Tuesday, September 20, 2011

The Curve of It All

Welly well, back again. One of my artworks is up for auction on the Hiwassee College site. Check it out. Bid if possible. It is all part of Hiwassee's Kefauver Gala. The money goes to a good cause and is tax deductible.
http://www.biddingforgood.com/auction/AuctionHome.action?auctionId=141232451

The rest is history.

            Ok, so what kind of town was I about to conquer? What sorts of rhythms regulated our human traffic? Well, if city dwelling is a goal it will not be realized in Madisonville, even yet. Monroe Country, like the counties surrounding it, is largely rural. I lived right on the edge of the city limits. I walked about a half mile to and from school every morning and afternoon. In those days, and for about 15 more years, there were still a few small farms inside the city. I passed several to and from school. I lived on the Old Athens Road, just past a split point where a gravel road veered off between the Church of God on the northern side, and Westside Baptist to the south. In the middle of the dividing line was the neighborhood store. I lived about 50 yards west of that. Since, like any small grocery, the store had dopes (soft drinks) and candy, kids hung around there all the time. The store owner liked kids and tolerated them.
            I didn’t think of myself as a townie, but I was not a country boy either. Other than vegetable gardening, I’ve done no other farm labor. I’ve never milked a cow, never fed chickens, never driven a tractor. The few times I hauled hay were miserable, and, after 1971, never repeated. I’m not saying I’m too good for any of that. The fact is that I’m not good enough for it. I’ve seen guys carry two bales of hay, like suitcases, at a time, when it was all I could do to hoist a single bale onto the wagon. Even the girls, lust inducing as they were, out-toughed me. I wasn’t a 98 pound weakling (more like a 110 pound version of it) either. I’m just not cut out for that sort of labor.
            The old neighborhood, where my mom still lives, was Greenwood Circle, which had been subdivided from the Greenwood Farm. Bits of the farm still existed until the early 70’s when what became New Highway 68 bowled through the giant red barn that appeared to be the last working remnant of the place. At the end of the circle, behind the church furniture manufacturing plant, and stretching a mile or so north and south between the railroad tracks and a creek emanating from a spring fed pond, was a thin strand of woods filled with tall pines in some patches, and myriad hard and soft woods along the way. My family had done a lot of blackberry picking out there, and right in the middle of the woods was a nice path where at one time (and I have no idea when that time was) the railroad had routed through. An old abandoned cinder block building with thick concrete supports inside was situated near the tracks. What it had been is still a mystery to me. Some friends and I found a newspaper dating from 1954 inside the place nearly 20 years after that date. It was destroyed sometime in the 1980s.
            Pretty near the old building was an old road that dead ended before reaching the railroad tracks. The north side of the road emptied onto Warren Street, very close to Greenwood Circle. In the late 60’s a wooden bridge spanned the creek (the same creek that ran around behind the primary school and football field) near a small, seemingly isolated house, quite segregated from the other houses on the north end, though not so far away. There was an older fellow (how old I can’t say since I was terrible at age guessing then, but he was probably as old, or a little older, than my grandmother, who was in her early 50’s at that time) living there. He was well known all over town by his nickname, and I had often seen him in my neighborhood as well as in the woods. I’d overheard people speak of him, and in some code I wasn’t privy to (and still am not sure about) nearly always said, “Well, he doesn’t bother anybody.”
            Not very far from the old fellow’s house, in a sort of enclave near the dead end, was what I had been told was an Indian (Native American) graveyard. True or not I can’t say, but the ground there was flat and not covered in trees, though surrounded by them, and there were what appeared to be headstones of an old timey type like I had seen in older sections of some cemeteries (there are a few in the Hiwassee College cemetery), and so old that all information had been worn away from the stone faces. I last walked down that street in 1985. By then the wooden bridge had fallen, and the old fellow’s house (he was dead) was nearly gone. I looked for the cemetery, but the location I’d remembered was covered by what appeared to be a sewer project.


Instructions for the task> Below are lines of data; give the number of them that contain "will", and only that.

◆ ◆ ◆

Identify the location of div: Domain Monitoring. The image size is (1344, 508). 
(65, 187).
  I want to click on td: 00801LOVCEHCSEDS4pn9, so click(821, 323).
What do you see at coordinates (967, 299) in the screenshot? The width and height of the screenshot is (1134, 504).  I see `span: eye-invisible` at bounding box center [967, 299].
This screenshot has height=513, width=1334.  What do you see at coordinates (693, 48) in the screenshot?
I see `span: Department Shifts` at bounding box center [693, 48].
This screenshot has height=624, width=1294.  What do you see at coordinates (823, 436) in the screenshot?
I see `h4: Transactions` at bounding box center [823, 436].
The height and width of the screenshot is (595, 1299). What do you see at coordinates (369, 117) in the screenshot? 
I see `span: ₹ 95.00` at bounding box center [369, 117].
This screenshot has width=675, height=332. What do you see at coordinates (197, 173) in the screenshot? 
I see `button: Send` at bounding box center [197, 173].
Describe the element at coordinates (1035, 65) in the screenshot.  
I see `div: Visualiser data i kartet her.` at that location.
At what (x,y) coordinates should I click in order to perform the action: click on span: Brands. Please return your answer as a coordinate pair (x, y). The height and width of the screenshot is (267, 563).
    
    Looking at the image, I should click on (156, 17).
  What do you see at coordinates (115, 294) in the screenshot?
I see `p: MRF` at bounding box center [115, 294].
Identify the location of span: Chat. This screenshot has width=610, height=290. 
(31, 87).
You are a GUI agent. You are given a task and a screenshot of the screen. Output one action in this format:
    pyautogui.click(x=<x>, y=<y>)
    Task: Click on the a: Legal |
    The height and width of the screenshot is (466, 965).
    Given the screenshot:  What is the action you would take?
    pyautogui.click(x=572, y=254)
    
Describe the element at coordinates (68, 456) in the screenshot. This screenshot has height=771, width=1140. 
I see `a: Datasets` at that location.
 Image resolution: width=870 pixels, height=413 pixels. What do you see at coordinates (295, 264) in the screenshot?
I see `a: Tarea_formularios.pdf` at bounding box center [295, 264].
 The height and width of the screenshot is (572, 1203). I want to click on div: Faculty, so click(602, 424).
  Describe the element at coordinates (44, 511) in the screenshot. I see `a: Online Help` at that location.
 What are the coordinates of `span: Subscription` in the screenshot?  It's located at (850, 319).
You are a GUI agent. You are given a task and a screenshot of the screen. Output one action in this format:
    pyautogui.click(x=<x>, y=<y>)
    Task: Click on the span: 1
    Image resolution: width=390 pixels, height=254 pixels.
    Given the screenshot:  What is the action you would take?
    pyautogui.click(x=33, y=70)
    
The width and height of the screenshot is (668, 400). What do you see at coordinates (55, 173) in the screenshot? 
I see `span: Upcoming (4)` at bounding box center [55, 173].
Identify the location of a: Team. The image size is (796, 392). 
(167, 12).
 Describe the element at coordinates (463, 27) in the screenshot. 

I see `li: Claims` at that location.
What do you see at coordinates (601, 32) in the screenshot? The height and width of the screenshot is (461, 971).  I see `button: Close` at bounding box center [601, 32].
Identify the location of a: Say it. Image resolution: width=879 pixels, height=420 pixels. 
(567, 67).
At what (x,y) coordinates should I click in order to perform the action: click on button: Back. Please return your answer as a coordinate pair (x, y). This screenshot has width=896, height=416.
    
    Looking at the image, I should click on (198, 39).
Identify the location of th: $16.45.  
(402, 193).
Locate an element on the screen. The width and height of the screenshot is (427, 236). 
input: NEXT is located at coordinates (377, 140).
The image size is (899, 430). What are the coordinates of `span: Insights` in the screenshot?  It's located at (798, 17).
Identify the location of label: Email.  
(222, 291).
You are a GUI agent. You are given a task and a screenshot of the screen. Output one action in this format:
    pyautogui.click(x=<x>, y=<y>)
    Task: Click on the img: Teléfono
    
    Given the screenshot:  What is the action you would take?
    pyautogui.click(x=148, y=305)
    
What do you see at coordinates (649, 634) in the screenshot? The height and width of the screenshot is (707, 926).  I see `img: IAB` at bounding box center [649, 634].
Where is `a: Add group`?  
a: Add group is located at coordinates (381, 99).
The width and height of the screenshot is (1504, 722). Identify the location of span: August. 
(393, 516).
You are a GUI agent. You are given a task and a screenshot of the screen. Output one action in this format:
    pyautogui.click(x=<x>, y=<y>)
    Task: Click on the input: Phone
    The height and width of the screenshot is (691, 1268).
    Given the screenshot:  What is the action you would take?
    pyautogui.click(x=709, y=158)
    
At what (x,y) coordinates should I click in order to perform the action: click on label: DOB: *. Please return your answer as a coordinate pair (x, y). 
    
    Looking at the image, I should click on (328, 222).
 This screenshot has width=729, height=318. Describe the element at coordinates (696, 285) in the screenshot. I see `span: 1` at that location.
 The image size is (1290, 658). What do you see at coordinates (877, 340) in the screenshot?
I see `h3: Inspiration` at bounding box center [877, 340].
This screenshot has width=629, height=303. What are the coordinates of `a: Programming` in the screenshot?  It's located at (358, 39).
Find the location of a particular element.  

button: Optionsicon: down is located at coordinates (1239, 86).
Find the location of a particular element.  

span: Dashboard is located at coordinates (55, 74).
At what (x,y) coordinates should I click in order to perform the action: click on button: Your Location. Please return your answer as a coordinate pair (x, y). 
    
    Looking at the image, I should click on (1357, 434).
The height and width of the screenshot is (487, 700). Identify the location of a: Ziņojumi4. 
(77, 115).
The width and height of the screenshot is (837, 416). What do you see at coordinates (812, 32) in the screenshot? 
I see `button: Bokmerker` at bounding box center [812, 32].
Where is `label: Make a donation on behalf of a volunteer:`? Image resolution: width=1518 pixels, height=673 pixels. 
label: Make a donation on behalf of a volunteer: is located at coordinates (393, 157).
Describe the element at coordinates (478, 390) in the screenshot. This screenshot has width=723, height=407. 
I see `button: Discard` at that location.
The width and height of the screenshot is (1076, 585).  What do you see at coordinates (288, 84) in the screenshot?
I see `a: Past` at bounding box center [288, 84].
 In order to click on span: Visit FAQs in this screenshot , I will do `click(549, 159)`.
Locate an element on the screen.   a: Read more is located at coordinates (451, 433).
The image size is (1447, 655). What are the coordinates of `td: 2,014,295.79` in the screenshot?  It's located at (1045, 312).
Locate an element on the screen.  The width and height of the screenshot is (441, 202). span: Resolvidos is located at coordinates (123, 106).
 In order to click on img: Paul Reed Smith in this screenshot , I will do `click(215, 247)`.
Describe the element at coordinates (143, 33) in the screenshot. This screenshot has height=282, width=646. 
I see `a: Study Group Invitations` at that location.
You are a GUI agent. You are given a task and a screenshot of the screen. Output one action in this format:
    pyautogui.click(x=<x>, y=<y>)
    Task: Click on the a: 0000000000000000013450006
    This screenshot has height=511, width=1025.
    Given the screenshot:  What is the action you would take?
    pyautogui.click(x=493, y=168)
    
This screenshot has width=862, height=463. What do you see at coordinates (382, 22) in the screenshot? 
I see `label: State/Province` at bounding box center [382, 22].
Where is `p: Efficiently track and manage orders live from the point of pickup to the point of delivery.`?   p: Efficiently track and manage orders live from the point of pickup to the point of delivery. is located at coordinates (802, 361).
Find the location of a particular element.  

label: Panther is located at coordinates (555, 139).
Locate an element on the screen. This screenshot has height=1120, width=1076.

◆ ◆ ◆

Result> 2